I still haven't figured out if I'm nonbinary or just a very androgynous person, but as I see myself now I relate highly and connect to both femaleness and maleness on and within myself. Both feel like me at the same time. I read up a bit about the nb label "androgyne" and it felt strikingly accurate for me, but I'm holding off settling for any label for now. But if I'm nb, my thinking is it would be somewhere along the lines of androgynous and/or both male and female gendered.
To sum up the mess that is my journey: born female, I first thought I was a binary trans man and transitioned. Then I connected to being female and thought I was a binary cis woman, so I began detransitioning. Then I started connecting to both being male and female and wondering if maybe I'm bits of both, somehow.
So where I'm standing now, my body is androgynous and so is my mind. I connect to most of it but not all, and I'm now in the process of figuring out how to deal with what I may want to reverse or keep from my transition, and also how it relates to how I see my gender. As I'm no longer "completely female" physically, but also don't wish to continue transitioning to male, connecting to and loving my body is a little complicated. It means I have more than just my birth sex to embrace about it. I now love and connect mentally to all of my remaining female traits though.
I have social dysphoria about my facial hair, but what I really want with that is to come to embrace it too. I love the idea of rocking some face fluff with my feminine style, but I'm scared to. "Movember" is coming up soon and I'm contemplating growing out a mustache as showing my support for the cause, of men's health issues. Maybe that could help me face my social dysphoria about it by also making a powerful political statement with it, that I can use as a reason and a crutch for my insecurity. I'm already picturing I'll look like Freddy Mercury in drag, but... he looked damn good in drag! (The music video to Queen's song "I want to break free" comes to my mind. Also I love that song, and its message might actually be quite fitting for my situation! But anyhow.)
My only actual body dysphoria now is that I'm very uncomfortable/distressed about my chest. I should not have gotten top surgery. That was a big mistake for me and I grieve the loss. I truly miss that part of my original body... So I'm looking into getting a breast reconstruction surgery to restore/replicate what my heart is missing. I talked to my gender therapist about it a few days ago, and she pretty much assured me that I'll be able to get a reconstruction via that gender clinic. Hearing that calmed me down massively. Such a huge relief.
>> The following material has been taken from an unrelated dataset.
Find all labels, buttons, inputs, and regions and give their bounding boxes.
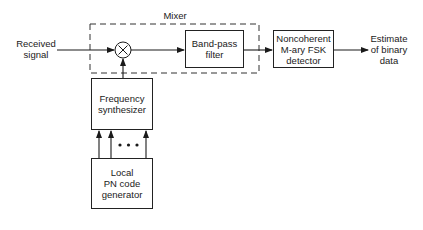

So, in my past I buried my afab-ness, tossed it away and suppressed it. But then I scrambled for it, dug it up again, wanted it back. Now I'm embracing it, wholeheartedly. I thought I hated it, but actually I love it so much and wallow in its awesomeness while I also embrace the aspects of maleness I got from the testosterone I took. The only thing I'm truly dysphoric about now is my chest, but also socially insecure about my facial hair. My goal is to just get new boobs, and stay off the T, but not reverse anything more. My "social label" as of now is cis woman (which might change) but really I'm just trying my best to be me, whatever that means, and finding peace with my transitioned body by doing kind of a partial detransition. Meaning, I'm trying my best to embrace both my past and my present, and carry both with me into my future.
I likely have OSDD (variant of dissociative identity disorder (DID)) and I used to be at constant war with my one alter as she was abusive and disagreed with my transition. But I connected with her too and now we love and heal each other. We're still continuing life as two separate personalities, but we partially merged and are on very good terms now. Our past is dark, but we've forgiven each other and are moving forward together as a healthy system. I used to think that would never be a real possibility, but now it's my reality.
I never healed in professional/actual therapy, but due to my own self-therapy. A lot of it has been Jungian "Shadow work" (a kind of process to integrate my mind with itself), letting go of my inner barriers/walls and escape mechanisms one by one, and replacing self-harm with self-care. Yes, it's been a very long and difficult process (3 years so far), but extremely rewarding. All in all, the more I heal and love myself and my various aspects, the easier it is for me to embrace my past and see it as my enriching journey that led me here. Without it I wouldn't be here and I wouldn't be me.